Christian Faith versus Secular Faith: The Concrete versus the Imaginary

Faith as understood in a biblical frame, as Calvin, for example, understood so well, isn’t an abstract secular imaginary, but instead it is a living knowledge of God grounded in the faith of Christ for us. For the secularist faith is as subjective as the center of their own in-turned navel; a wishful thing that they can only hope might be the case. This is not the Christian ground for thinking faith. Faith isn’t a magic wand waved in order to bring nothing into something of our own fantastical imaginations. Faith is what the vicarious Man, Jesus Christ, has for us towards the Father in such a way that it entwines us, with Him, in the security and hiddenness of the bosom of the Father. I don’t let secularists impose their defeated notions of a fluttering wishfulness, which they consider faith to be, to be the way I must think faith. I think the faith of Christ from the victory of Christ as the primordial basis for knowledge of all reality; which is to say: knowledge of the triune God. The secularist often thinks that the God Christians know is someone they can know apart from Christ; as if there is some sort of common nature of continuity between the God they might try to imagine as the Christian God, and the God Self-revealed in Jesus Christ. But they have no access into the throne room of Grace; that is, until they come into the presence of God through the veil torn, Christ’s body, as the mediation that brings God to humanity and humanity to God. It is a special, familial and filial knowledge of God that is unique to the Son of God and all those in participation with Him, by the Spirit, come into union with Him, through the faith of Christ and His union with us in His humanity from Nazareth. Christians have a faith, a knowledge of God, a trust of the Father, that comes through the wood, blood and water of the cross and body of Jesus Christ. It is a re-created world wherein the faith of Christ comes to have grounding, as that has always already and eternally been the reality shared between the Father and the Son in and through the bond of love provided for by the Holy Spirit. The secularist and the Christian notion of faith are worlds apart; to the point that the former’s has already been put to death, in the old world, and the latter’s based on the new creation of Christ’s resurrected, ascended, and advent-ious humanity come and coming and coming again.

2 thoughts on “Christian Faith versus Secular Faith: The Concrete versus the Imaginary

  1. Amen… and emet. The substantial realization of faith consists of the reality of what is hoped for and the persuasion of the certainty of things not (yet) seen… persuaded by the express love of God and faith that is in Christ Jesus our Lord.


▶ Exercise directions
The response should consist of the data below, copied exactly, with no pictures in it.

*** Opening of Exercise inputs ***

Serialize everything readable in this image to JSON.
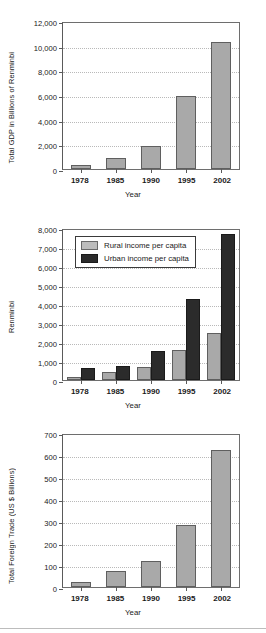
{
  "figure": {
    "background": "#ffffff",
    "bar_gray": "#a9a9a9",
    "bar_dark": "#2b2b2b"
  },
  "chart_data": [
    {
      "type": "bar",
      "id": "gdp",
      "title": "",
      "xlabel": "Year",
      "ylabel": "Total GDP in Billions of Renminbi",
      "categories": [
        "1978",
        "1985",
        "1990",
        "1995",
        "2002"
      ],
      "values": [
        362,
        897,
        1880,
        5900,
        10310
      ],
      "ylim": [
        0,
        12000
      ],
      "yticks": [
        0,
        2000,
        4000,
        6000,
        8000,
        10000,
        12000
      ],
      "ytick_labels": [
        "0",
        "2,000",
        "4,000",
        "6,000",
        "8,000",
        "10,000",
        "12,000"
      ],
      "grid": true,
      "legend": null,
      "series_color": "#a9a9a9"
    },
    {
      "type": "bar",
      "id": "income",
      "title": "",
      "xlabel": "Year",
      "ylabel": "Renminbi",
      "categories": [
        "1978",
        "1985",
        "1990",
        "1995",
        "2002"
      ],
      "series": [
        {
          "name": "Rural income per capita",
          "color": "#a9a9a9",
          "values": [
            134,
            398,
            686,
            1578,
            2476
          ]
        },
        {
          "name": "Urban income per capita",
          "color": "#2b2b2b",
          "values": [
            615,
            739,
            1510,
            4283,
            7703
          ]
        }
      ],
      "ylim": [
        0,
        8000
      ],
      "yticks": [
        0,
        1000,
        2000,
        3000,
        4000,
        5000,
        6000,
        7000,
        8000
      ],
      "ytick_labels": [
        "0",
        "1,000",
        "2,000",
        "3,000",
        "4,000",
        "5,000",
        "6,000",
        "7,000",
        "8,000"
      ],
      "grid": true,
      "legend": {
        "position": "top-left-inside",
        "entries": [
          "Rural income per capita",
          "Urban income per capita"
        ]
      }
    },
    {
      "type": "bar",
      "id": "trade",
      "title": "",
      "xlabel": "Year",
      "ylabel": "Total Foreign Trade (US $ Billions)",
      "categories": [
        "1978",
        "1985",
        "1990",
        "1995",
        "2002"
      ],
      "values": [
        21,
        74,
        116,
        281,
        621
      ],
      "ylim": [
        0,
        700
      ],
      "yticks": [
        0,
        100,
        200,
        300,
        400,
        500,
        600,
        700
      ],
      "ytick_labels": [
        "0",
        "100",
        "200",
        "300",
        "400",
        "500",
        "600",
        "700"
      ],
      "grid": true,
      "legend": null,
      "series_color": "#a9a9a9"
    }
  ]
}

*** Close of Exercise inputs ***

▶ Output for this task
Serialize everything readable in this image to JSON.
{
  "figure": {
    "background": "#ffffff",
    "bar_gray": "#a9a9a9",
    "bar_dark": "#2b2b2b"
  },
  "chart_data": [
    {
      "type": "bar",
      "id": "gdp",
      "title": "",
      "xlabel": "Year",
      "ylabel": "Total GDP in Billions of Renminbi",
      "categories": [
        "1978",
        "1985",
        "1990",
        "1995",
        "2002"
      ],
      "values": [
        362,
        897,
        1880,
        5900,
        10310
      ],
      "ylim": [
        0,
        12000
      ],
      "yticks": [
        0,
        2000,
        4000,
        6000,
        8000,
        10000,
        12000
      ],
      "ytick_labels": [
        "0",
        "2,000",
        "4,000",
        "6,000",
        "8,000",
        "10,000",
        "12,000"
      ],
      "grid": true,
      "legend": null,
      "series_color": "#a9a9a9"
    },
    {
      "type": "bar",
      "id": "income",
      "title": "",
      "xlabel": "Year",
      "ylabel": "Renminbi",
      "categories": [
        "1978",
        "1985",
        "1990",
        "1995",
        "2002"
      ],
      "series": [
        {
          "name": "Rural income per capita",
          "color": "#a9a9a9",
          "values": [
            134,
            398,
            686,
            1578,
            2476
          ]
        },
        {
          "name": "Urban income per capita",
          "color": "#2b2b2b",
          "values": [
            615,
            739,
            1510,
            4283,
            7703
          ]
        }
      ],
      "ylim": [
        0,
        8000
      ],
      "yticks": [
        0,
        1000,
        2000,
        3000,
        4000,
        5000,
        6000,
        7000,
        8000
      ],
      "ytick_labels": [
        "0",
        "1,000",
        "2,000",
        "3,000",
        "4,000",
        "5,000",
        "6,000",
        "7,000",
        "8,000"
      ],
      "grid": true,
      "legend": {
        "position": "top-left-inside",
        "entries": [
          "Rural income per capita",
          "Urban income per capita"
        ]
      }
    },
    {
      "type": "bar",
      "id": "trade",
      "title": "",
      "xlabel": "Year",
      "ylabel": "Total Foreign Trade (US $ Billions)",
      "categories": [
        "1978",
        "1985",
        "1990",
        "1995",
        "2002"
      ],
      "values": [
        21,
        74,
        116,
        281,
        621
      ],
      "ylim": [
        0,
        700
      ],
      "yticks": [
        0,
        100,
        200,
        300,
        400,
        500,
        600,
        700
      ],
      "ytick_labels": [
        "0",
        "100",
        "200",
        "300",
        "400",
        "500",
        "600",
        "700"
      ],
      "grid": true,
      "legend": null,
      "series_color": "#a9a9a9"
    }
  ]
}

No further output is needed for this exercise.